KATHLEEN E. CRABBS is a leadership and equity educator and coach, and a partner in organizational and cultural systems change. Over her more than 25 year career, she has collaborated with people and groups to clearly hear themselves and each other, and create strategies to partner and move through the world with clarity of purpose and commitment to justice. She is eager to partner with AFNC Fellows to bring an explicit equity lens to their work, hone communication and leadership skills, develop strategy and implementation plans, confront decision-making and disagreement, and hold themselves accountable to their plans and vision. Kathleen brings her deep listening, discernment and counseling skills to her work with individuals and the systems in which they live and work. She is a skilled partner in determining vision and direction. Kathleen is Co-Founder and Principal of CounterPart Consulting with Sterling E. Freeman and an Associate with OpenSource Leadership Strategies, Inc., both North Carolina-based national consulting practices.
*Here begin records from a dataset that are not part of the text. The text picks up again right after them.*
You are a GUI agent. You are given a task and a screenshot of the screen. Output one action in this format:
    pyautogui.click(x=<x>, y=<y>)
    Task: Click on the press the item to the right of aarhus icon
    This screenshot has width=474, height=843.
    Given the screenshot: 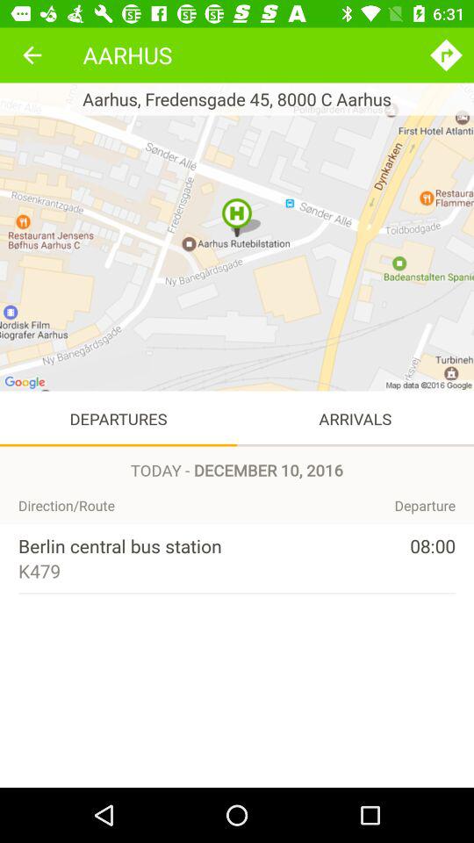 What is the action you would take?
    pyautogui.click(x=446, y=54)
    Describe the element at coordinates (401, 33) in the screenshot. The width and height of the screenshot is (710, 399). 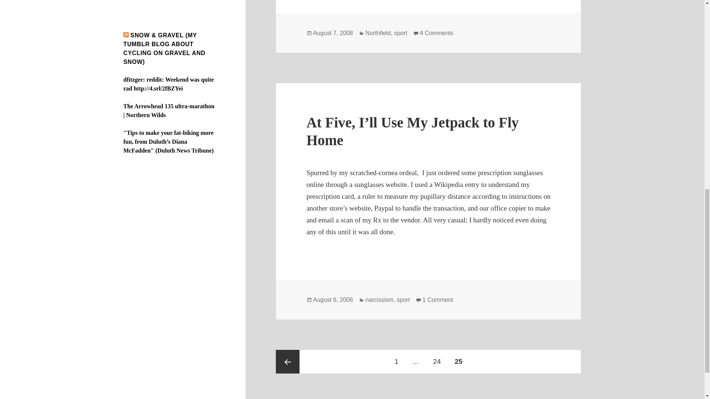
I see `sport` at that location.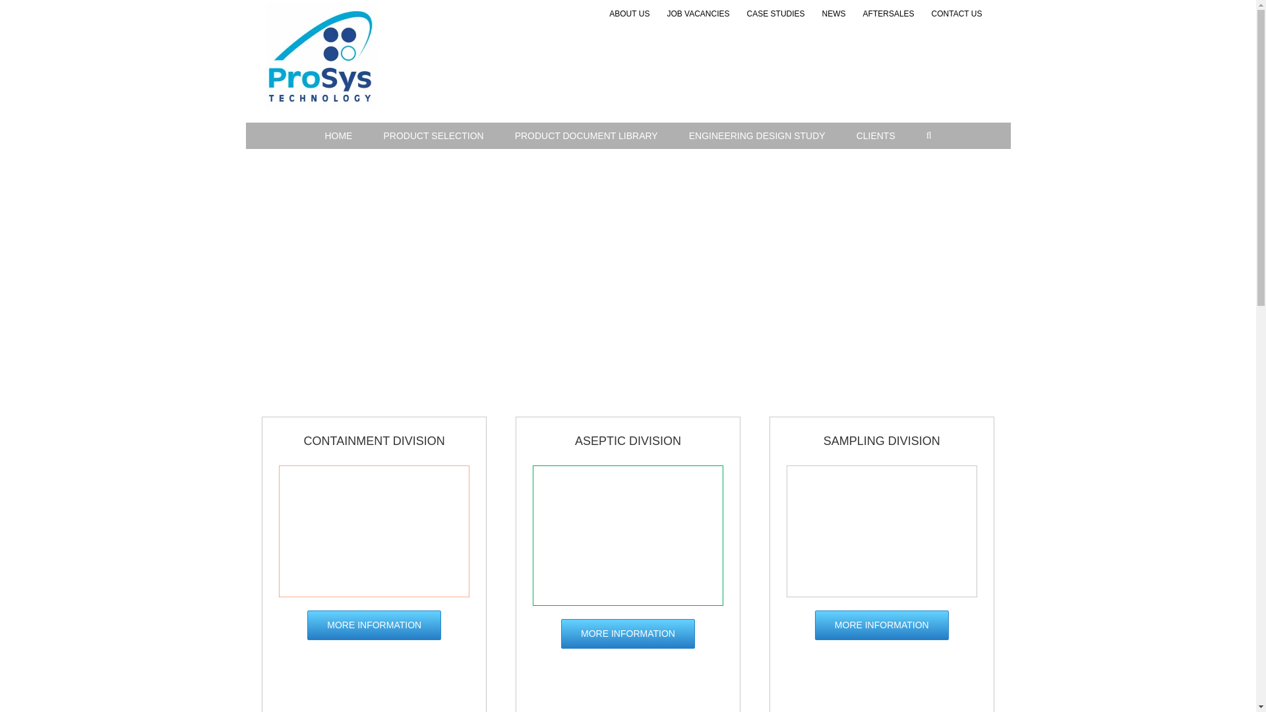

Through these entities, she and her colleagues partner with individuals and systems to integrate an explicit racial equity and adaptive change lens to their work and planning.  Kathleen served as Lead Faculty and Coach with the William C. Friday Fellowship for Human Relations for 17 years, where she co-designed and facilitated a two-year cohort leadership program and provided one-on-one coaching to adults on developing leadership that is increasingly authentic, mindful and responsible. Through this work, she has coached over 80 adults, whose diversity spans all lines of identity, discipline and sector, in individual engagements spanning from 3 months to two years. Prior to coming to North Carolina, Kathleen began her career with NTL Institute for Applied Behavioral Science where she worked for 8 years designing and delivering programs in collaboration with NTL members and staff. Kathleen holds a BA in English from Randolph-Macon College and a MA in English, with a concentration in teaching writing and literature, from George Mason University. She lives in Hillsborough, North Carolina with her children Eliza and Henry.